More court documents exposing Monsanto’s behind the scenes manipulations were released by attorneys pursuing claims against the company in regards to the link between Roundup and non-Hodgkin’s lymphoma. Attorneys from the law firm Baum Hedlund Aristei Goldman released more than 700 pages of internal documents, detailing Monsanto’s behind the scenes activities. Numerous emails, texts, and other documents confirm that employees at Monsanto ghostwrote and manipulated scientific studies and expert panel discussions, failed to disclose conflicts of interest, discredited multiple negative glyphosate studies, and colluded with the Environmental Protection Agency.
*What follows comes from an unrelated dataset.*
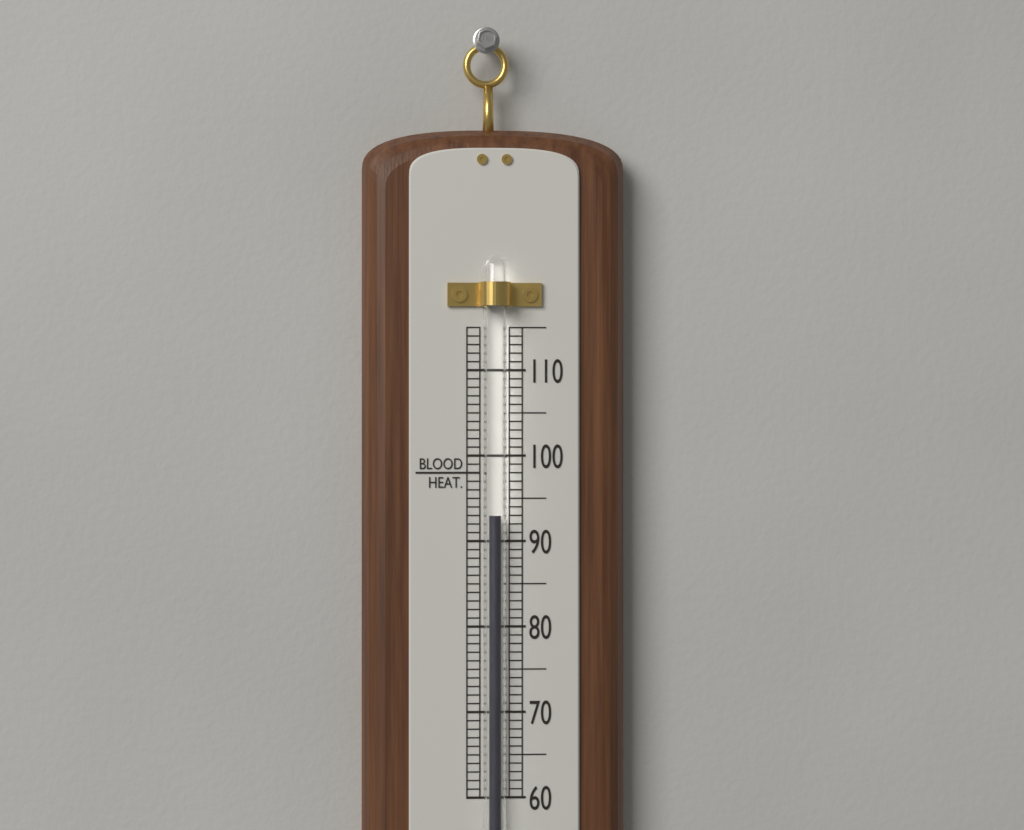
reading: 93 (no unit)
The International Agency for Research on Cancer (IARC) labeled glyphosate as probably carcinogenic to humans in 2015, but it’s clear from the recently released documents that Monsanto has known this since before 2008.
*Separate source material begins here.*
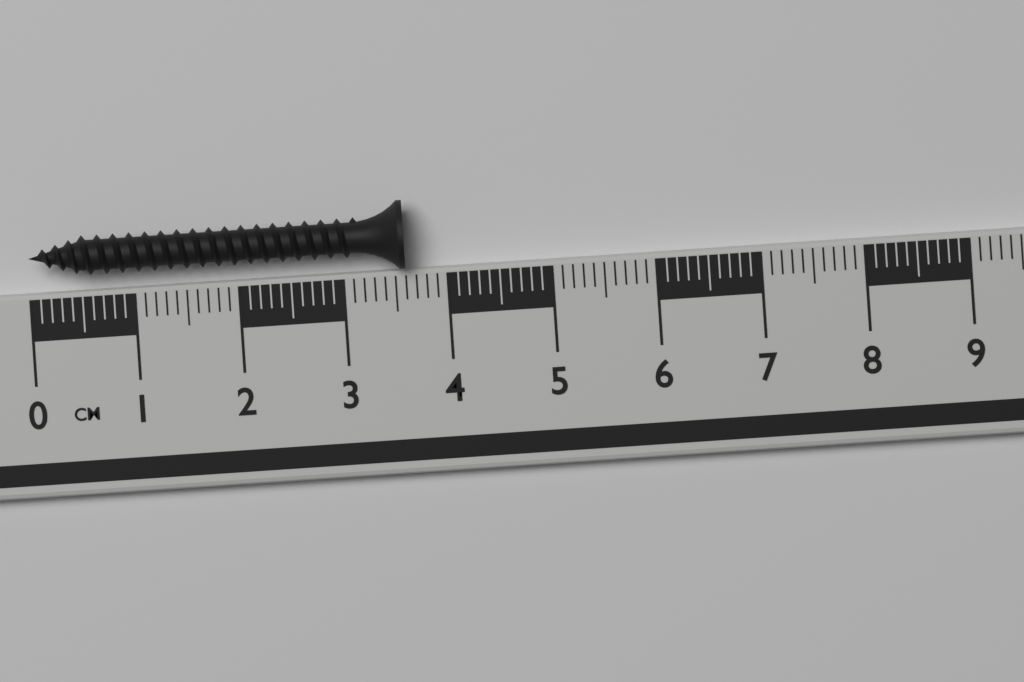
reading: 3.6 cm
These documents also make Monsanto’s strategy for avoiding regulation clear: government collusion. Many of the documents released are communications with high ranking individuals at the Environmental Protection Agency, imploring them to delay scientific reviews of glyphosate multiple times. Monsanto’s has a clear modus operandi once they learn their products cause human harm – muddy the scientific waters, defend it furiously, and make as much money as possible. Their experience with PCBs was a learning experience. The lesson? Get the agencies regulating you to do the dirty work.

Related: Understanding and Detoxifying Genetically Modified Foods

Future Uncertainty with Dicamba

The Environmental Protection Agency approved Monsanto’s newest version of dicamba, XtendiMax, in November of 2016. Poised to replace glyphosate now that many weeds are developing resistance to that product, many farmers instead experienced serious crop loss after illegal versions of it used prior to that release drifted onto their fields from neighboring farms. With the product officially released, Monsanto is now facing a class actions lawsuits from farmers reporting severe losses for the second year in a row.

Testimony from researchers, regulators, and a company employee indicate that Monsanto used its influence to bring the product to market without all of the proper tests, including a proper volatility test. In fact, testing contracts for the product explicitly forbade it. Yet the EPA approved the product without it.

Arkansas was the only state to ask for additional testing. Monsanto denied that request. Arkansas has now banned dicamba, and other states are now assessing damage from the herbicide for the second year in a row. This damage occurs when dicamba drifted to other, non-modified crops, the exact scenario further testing could have predicted. A class action lawsuit is pending.

Is It Too Late?

Monsanto wields incredible influence with government agencies, scientists, and researchers. This allows the company to continually deny and create confusion around health and environmental damages that their products are actually causing. And it’s scary. What chance do we have when those charged with upholding regulations created to protect the public are on the Monsanto Christmas card list?

It took nearly a decade from when Monsanto privately acknowledged the damage PCBs were causing for regulatory agencies to do something about it. The new formulation of dicamba, XtendiMax, has been on the market for less than a year and has been banned in both Arkansas and Missouri. The times are changing.